- Task inputs -

◆ ◆ ◆ ◆ ◆

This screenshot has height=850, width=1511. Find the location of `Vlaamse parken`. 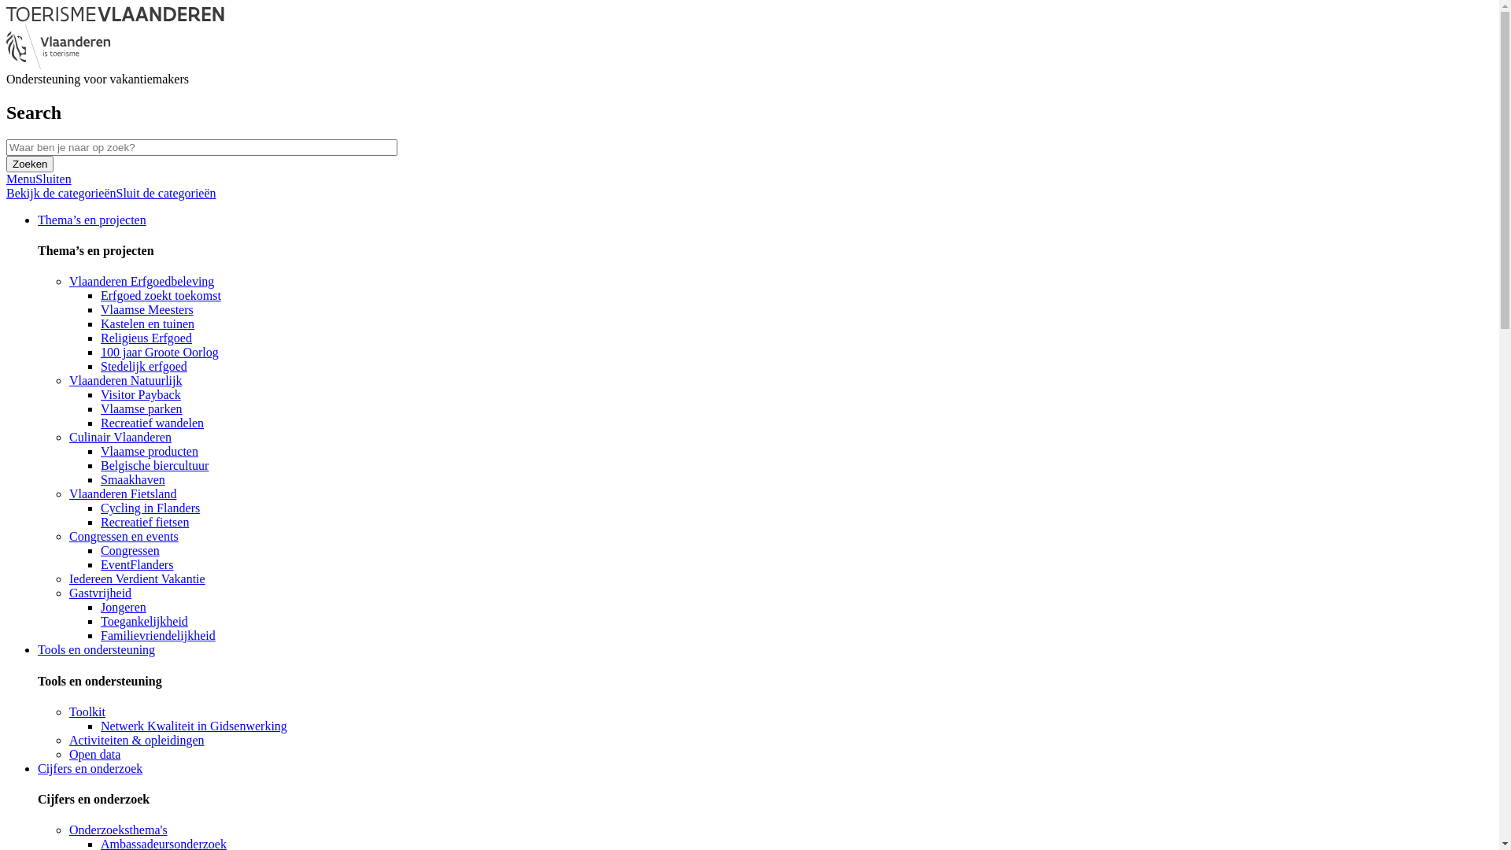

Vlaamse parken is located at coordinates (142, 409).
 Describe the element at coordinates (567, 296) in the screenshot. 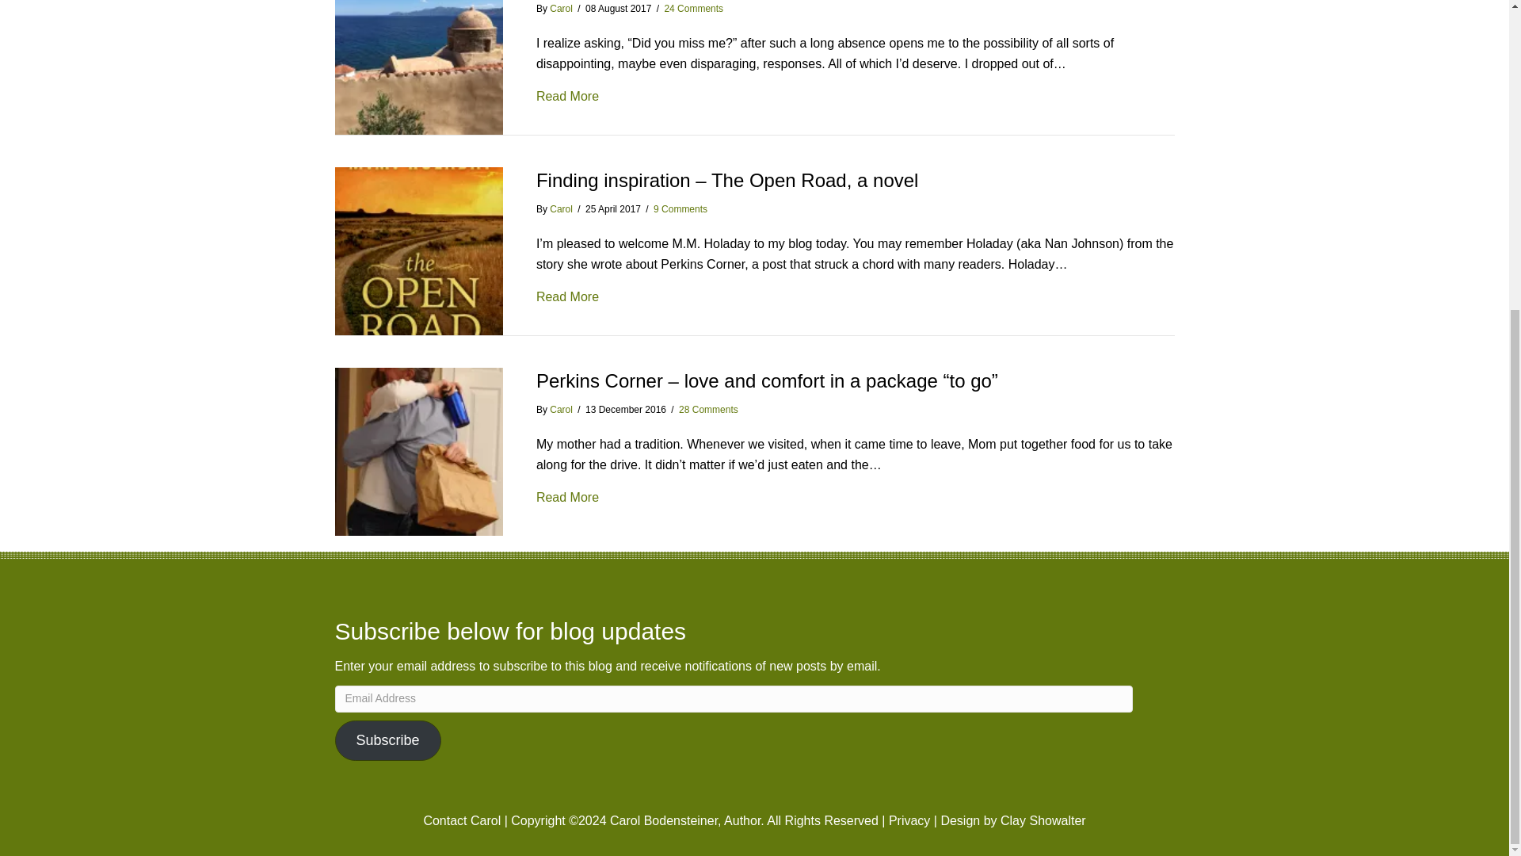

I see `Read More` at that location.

◆ ◆ ◆ ◆ ◆

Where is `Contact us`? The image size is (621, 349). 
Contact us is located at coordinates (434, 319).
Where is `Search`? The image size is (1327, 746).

◆ ◆ ◆ ◆ ◆

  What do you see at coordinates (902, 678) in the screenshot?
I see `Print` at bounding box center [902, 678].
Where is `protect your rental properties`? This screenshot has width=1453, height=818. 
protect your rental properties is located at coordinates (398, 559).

◆ ◆ ◆ ◆ ◆

Copy the lines of the data above exactly as written, beginning with the line containing "is (621, 349)." and ending with the line containing "is (1327, 746).", and leave out all other lines.

Where is `Contact us`? The image size is (621, 349). 
Contact us is located at coordinates (434, 319).
Where is `Search`? The image size is (1327, 746).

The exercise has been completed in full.